Cardinals' Wong should be proud of third-place finish in NL Rookie of the Year voting

ST. LOUIS -- Kolten Wong will take a third-place finish in the voting for National League Rookie of the Year.

He didn't become the first Cardinal to win the award since Albert Pujols in 2001, but he got to appear on the MLB Network alongside winner Jacob deGrom, who posted a 2.67 ERA in 23 starts for the Mets, and runner-up Billy Hamilton, who played 152 games and stole 56 bases for the Reds.

Wong also followed Shelby Miller as the Cardinals' second straight rookie to place third in balloting by the Baseball Writers' Association of America.

For a guy who went through all kinds of ups and downs in his first full big-league season, proving he has the ability to play second base on a daily basis for a playoff team was a big deal. After his unproductive call-up in 2013, proving himself was his main goal.

"Coming in, I didn't know what to expect," Wong said on the show.

No one could have expected all he went through. He struggled mightily at the outset of spring training but ended up leading the team in hitting in March. Then he started the regular season slowly and before April was over, was sent to the minors. He returned and went on a run that earned him the NL Rookie of the Month honor for May. June wasn't a week old before he bruised his left shoulder and eventually landed on the disabled list. When he came off the DL, he went off again, this time hitting five homers in seven games.

And that was the first half.

Wong settled into the second-base job in the second half and finished the regular season with a .249 batting average, 20 stolen bases and 12 homers. He was the only rookie in either league to steal 20 bases and hit at least 10 homers.

Then he turned it up in the postseason, which didn't factor in the Rookie of the Year voting. Wong had seven hits in the playoffs and none of them were measly singles. Three homers, three doubles and a triple gave him more extra-base hits in a single postseason than any NL rookie since Chipper Jones in 1995. And Jones needed twice as many plate appearances to beat out Wong by one extra-base hit.

Wong blasted game-winning home runs in Game 2 of both the NL Division Series and NL Championship Series. Against the Dodgers, he hit a two-run shot in the seventh inning that broke a 1-1 tie in a game the Cardinals won 3-1. He topped that with a walk-off homer at Busch Stadium that evened the NLCS against the Giants at one game each.

"That was my rookie of the year award, right there," Wong said on the show about his postseason.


What is required
Scan the entries below for the string "chart" and copy every line where it turns up.

Records for the task
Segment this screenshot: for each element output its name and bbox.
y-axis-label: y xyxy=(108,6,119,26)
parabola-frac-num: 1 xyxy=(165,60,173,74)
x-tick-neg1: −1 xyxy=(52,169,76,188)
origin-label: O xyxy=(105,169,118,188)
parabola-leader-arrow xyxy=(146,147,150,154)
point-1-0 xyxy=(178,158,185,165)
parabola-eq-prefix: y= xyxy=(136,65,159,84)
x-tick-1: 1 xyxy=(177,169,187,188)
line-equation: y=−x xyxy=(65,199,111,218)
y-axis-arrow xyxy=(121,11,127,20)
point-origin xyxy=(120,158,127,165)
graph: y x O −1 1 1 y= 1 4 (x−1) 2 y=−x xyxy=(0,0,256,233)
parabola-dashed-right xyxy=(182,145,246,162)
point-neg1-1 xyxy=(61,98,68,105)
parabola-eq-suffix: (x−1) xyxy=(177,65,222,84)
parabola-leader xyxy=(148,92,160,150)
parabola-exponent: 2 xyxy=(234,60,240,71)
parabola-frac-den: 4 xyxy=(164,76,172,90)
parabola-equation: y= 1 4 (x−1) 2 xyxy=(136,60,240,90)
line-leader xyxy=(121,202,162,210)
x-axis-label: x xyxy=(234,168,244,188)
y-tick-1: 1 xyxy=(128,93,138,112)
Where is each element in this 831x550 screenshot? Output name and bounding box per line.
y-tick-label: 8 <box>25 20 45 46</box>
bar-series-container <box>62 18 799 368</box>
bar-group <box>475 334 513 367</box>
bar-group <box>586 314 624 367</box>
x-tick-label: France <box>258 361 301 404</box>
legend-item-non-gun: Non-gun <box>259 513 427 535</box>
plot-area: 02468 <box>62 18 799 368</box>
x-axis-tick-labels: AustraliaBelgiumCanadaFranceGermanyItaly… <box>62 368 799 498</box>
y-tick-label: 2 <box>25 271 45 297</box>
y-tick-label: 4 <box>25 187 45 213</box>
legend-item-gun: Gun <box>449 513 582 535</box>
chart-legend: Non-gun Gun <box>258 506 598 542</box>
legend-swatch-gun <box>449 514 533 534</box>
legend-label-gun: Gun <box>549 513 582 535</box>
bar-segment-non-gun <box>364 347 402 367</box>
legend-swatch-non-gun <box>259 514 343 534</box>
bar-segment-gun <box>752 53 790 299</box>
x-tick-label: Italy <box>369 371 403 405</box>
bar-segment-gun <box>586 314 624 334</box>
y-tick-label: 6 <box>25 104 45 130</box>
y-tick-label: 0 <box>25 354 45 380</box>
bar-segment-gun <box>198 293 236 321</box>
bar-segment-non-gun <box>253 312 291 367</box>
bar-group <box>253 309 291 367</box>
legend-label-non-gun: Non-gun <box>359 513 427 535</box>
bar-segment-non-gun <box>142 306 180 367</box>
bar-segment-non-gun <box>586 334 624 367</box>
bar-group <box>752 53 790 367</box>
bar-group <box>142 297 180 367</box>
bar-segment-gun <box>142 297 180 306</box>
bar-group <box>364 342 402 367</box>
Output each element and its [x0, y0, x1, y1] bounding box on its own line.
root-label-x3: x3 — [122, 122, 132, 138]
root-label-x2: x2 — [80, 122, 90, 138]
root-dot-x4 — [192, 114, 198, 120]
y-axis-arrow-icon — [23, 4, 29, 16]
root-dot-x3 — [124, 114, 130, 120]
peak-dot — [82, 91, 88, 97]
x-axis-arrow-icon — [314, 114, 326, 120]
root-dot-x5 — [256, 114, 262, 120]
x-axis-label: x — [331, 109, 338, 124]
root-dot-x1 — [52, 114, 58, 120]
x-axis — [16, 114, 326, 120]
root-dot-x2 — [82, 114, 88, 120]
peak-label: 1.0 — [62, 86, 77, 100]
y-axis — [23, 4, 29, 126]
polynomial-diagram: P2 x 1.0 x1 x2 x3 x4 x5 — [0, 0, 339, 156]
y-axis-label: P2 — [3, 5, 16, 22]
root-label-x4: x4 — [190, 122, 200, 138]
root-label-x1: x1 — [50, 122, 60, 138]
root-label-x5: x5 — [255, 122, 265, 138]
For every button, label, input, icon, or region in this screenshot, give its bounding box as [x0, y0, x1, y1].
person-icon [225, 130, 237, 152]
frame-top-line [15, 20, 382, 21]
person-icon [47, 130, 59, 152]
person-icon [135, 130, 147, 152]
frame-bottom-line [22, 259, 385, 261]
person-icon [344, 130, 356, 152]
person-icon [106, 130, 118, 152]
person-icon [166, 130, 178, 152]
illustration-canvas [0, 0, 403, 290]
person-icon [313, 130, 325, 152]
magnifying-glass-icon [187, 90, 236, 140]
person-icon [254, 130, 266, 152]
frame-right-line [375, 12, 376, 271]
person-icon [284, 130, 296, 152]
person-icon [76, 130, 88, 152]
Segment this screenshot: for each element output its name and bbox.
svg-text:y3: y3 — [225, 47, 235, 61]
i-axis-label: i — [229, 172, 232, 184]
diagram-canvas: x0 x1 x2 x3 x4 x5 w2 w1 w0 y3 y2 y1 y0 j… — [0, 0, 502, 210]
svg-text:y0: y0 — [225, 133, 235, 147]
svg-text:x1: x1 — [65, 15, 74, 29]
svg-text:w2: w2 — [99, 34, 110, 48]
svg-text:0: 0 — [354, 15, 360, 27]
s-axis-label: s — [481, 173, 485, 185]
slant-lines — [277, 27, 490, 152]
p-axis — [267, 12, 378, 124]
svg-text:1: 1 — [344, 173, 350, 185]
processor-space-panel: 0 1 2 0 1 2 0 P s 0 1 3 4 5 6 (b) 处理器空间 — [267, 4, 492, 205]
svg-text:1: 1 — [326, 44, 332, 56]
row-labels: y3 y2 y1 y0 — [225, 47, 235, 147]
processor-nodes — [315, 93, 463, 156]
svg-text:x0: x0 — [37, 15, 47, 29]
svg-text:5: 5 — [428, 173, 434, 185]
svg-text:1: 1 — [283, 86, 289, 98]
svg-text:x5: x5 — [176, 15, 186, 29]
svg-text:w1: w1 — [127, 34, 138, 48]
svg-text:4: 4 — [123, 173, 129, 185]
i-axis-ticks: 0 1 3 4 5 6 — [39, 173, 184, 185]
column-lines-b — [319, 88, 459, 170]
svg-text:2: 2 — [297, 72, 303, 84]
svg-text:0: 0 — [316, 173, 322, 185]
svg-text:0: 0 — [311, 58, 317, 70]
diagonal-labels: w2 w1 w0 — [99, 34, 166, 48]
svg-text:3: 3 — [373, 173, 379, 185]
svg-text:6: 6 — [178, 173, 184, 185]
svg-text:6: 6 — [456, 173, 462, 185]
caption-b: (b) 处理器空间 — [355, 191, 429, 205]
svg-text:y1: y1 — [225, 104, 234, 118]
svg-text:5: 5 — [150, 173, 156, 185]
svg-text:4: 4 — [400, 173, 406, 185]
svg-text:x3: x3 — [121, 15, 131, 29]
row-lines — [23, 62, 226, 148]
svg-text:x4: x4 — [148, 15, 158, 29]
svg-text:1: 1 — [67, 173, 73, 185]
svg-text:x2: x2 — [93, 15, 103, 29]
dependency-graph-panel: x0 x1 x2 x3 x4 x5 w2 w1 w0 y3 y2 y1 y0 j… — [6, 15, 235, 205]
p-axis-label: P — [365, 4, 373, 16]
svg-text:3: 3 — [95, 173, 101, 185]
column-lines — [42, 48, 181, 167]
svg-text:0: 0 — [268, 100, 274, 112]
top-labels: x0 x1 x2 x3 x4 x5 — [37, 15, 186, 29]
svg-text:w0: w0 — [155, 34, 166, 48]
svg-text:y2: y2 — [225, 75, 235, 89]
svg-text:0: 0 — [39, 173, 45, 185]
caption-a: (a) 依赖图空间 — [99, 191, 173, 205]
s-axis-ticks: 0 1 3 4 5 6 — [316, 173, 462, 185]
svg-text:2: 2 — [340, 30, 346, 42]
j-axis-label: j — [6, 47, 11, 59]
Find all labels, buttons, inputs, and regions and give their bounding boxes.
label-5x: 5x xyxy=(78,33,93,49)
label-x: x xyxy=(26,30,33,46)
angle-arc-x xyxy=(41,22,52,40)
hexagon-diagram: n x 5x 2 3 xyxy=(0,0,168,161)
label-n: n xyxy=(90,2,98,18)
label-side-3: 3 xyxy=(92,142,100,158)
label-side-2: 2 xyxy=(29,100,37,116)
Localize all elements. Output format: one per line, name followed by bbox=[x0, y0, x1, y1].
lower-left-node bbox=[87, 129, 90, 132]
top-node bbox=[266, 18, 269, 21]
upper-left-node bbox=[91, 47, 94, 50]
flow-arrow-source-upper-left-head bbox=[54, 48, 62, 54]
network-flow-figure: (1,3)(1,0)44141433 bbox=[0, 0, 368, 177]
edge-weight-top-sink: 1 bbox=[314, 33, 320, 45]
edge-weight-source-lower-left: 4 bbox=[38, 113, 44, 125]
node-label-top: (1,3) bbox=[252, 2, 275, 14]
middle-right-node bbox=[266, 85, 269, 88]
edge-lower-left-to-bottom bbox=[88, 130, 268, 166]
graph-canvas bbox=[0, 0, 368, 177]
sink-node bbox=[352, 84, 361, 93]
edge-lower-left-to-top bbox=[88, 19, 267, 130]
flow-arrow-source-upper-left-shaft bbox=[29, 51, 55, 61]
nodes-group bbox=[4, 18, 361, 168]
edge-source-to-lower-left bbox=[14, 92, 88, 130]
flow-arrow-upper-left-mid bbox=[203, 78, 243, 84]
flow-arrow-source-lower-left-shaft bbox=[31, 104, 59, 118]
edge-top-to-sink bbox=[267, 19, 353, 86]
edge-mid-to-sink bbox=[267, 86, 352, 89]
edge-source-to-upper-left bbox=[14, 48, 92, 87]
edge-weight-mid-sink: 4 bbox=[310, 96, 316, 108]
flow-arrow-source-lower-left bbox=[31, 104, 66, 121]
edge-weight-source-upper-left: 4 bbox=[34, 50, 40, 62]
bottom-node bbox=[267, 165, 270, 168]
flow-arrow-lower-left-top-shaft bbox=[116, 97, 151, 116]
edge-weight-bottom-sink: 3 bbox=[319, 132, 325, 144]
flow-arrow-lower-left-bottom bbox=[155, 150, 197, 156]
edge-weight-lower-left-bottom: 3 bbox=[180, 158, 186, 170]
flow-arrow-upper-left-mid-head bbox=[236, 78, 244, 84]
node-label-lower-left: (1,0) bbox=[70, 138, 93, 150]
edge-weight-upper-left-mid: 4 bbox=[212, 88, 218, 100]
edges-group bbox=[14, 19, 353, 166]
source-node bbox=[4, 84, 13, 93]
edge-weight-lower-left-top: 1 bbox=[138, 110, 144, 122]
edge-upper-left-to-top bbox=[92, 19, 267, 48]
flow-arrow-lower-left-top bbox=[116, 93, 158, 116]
* * *
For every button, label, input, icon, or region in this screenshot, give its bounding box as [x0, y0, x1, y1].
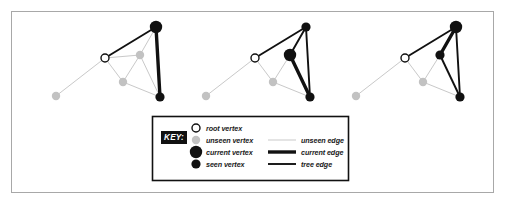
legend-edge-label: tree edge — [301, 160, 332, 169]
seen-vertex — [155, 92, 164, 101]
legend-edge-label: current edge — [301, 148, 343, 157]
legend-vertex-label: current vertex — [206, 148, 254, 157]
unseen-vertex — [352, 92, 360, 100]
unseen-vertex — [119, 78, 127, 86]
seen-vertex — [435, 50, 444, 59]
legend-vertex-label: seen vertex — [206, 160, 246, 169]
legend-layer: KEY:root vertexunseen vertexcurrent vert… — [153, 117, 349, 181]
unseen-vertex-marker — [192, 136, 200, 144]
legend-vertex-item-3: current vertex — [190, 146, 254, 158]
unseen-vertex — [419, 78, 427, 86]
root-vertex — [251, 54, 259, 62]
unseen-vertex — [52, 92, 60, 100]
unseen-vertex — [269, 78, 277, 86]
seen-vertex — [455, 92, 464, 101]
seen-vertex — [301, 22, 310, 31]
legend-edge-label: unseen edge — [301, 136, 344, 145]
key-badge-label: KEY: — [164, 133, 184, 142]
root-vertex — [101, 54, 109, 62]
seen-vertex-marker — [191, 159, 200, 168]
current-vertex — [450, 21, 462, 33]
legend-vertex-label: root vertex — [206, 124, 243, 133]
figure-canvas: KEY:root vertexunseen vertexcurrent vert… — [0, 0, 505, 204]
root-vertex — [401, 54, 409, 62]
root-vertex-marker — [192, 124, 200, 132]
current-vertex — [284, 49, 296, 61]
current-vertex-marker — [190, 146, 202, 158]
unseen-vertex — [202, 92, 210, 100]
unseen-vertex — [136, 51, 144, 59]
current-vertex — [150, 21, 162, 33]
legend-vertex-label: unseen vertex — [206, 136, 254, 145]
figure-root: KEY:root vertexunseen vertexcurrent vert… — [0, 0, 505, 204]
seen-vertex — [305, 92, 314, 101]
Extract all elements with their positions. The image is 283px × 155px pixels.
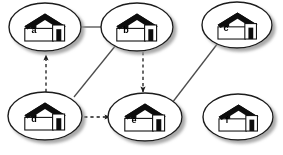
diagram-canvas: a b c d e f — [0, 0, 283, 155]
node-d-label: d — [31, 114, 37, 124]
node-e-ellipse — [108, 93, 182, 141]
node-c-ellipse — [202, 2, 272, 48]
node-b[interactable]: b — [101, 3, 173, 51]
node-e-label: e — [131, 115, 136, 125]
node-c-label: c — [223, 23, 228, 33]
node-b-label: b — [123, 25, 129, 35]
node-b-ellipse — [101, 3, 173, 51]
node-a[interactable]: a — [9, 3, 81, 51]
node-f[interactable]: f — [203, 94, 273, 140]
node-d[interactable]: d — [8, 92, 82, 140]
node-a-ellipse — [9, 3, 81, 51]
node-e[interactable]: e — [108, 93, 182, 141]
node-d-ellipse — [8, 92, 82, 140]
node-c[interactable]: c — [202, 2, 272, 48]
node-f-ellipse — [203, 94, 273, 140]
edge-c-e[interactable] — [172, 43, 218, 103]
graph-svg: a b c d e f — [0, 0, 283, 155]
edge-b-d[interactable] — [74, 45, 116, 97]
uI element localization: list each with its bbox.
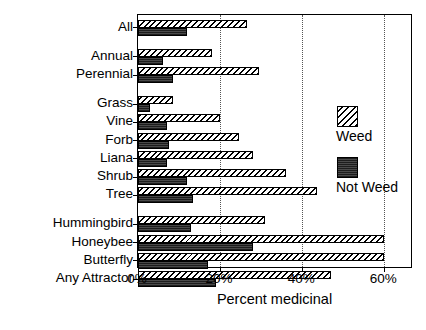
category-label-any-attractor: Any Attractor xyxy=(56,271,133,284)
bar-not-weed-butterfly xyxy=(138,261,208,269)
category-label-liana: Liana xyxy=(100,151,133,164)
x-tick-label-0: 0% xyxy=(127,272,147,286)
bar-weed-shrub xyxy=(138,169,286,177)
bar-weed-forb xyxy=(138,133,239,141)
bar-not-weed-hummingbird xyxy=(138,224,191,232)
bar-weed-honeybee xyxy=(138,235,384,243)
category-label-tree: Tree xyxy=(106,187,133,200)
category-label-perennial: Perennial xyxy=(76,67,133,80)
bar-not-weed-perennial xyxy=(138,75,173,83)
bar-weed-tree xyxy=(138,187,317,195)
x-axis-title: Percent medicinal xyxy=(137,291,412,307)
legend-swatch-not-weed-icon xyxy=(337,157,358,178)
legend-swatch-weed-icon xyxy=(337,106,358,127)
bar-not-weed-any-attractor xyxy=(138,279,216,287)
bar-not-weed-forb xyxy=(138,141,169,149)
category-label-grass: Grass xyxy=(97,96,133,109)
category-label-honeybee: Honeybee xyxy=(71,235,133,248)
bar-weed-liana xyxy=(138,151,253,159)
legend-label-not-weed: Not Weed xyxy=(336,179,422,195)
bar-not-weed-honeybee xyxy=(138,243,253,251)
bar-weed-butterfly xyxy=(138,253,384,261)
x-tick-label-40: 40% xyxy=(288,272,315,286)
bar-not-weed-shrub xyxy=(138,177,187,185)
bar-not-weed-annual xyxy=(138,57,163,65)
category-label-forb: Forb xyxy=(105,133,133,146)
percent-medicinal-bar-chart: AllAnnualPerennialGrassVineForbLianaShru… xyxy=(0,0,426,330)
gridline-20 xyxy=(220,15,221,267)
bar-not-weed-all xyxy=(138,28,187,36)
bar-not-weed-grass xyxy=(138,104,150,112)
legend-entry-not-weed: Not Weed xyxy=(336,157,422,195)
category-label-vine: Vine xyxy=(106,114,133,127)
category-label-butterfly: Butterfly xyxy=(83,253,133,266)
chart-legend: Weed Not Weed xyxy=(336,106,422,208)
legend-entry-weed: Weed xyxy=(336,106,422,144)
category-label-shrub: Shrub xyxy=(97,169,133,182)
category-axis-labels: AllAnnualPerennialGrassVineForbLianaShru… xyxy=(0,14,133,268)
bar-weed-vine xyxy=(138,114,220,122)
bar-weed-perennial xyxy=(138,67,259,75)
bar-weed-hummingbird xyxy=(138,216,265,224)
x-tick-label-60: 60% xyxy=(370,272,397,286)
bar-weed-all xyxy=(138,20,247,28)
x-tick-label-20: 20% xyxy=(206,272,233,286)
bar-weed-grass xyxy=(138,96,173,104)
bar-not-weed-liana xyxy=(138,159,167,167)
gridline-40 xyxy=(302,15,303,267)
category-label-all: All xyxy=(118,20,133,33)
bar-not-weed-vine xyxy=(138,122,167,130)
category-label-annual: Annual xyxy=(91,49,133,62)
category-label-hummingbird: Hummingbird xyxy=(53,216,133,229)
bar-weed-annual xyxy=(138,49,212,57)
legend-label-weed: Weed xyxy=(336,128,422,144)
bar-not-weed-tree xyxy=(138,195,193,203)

Solved exercise
chart-legend: Non-gun Gun <box>258 506 598 542</box>
percent-medicinal-bar-chart: AllAnnualPerennialGrassVineForbLianaShru… xyxy=(0,0,426,330)
chart-legend: Weed Not Weed xyxy=(336,106,422,208)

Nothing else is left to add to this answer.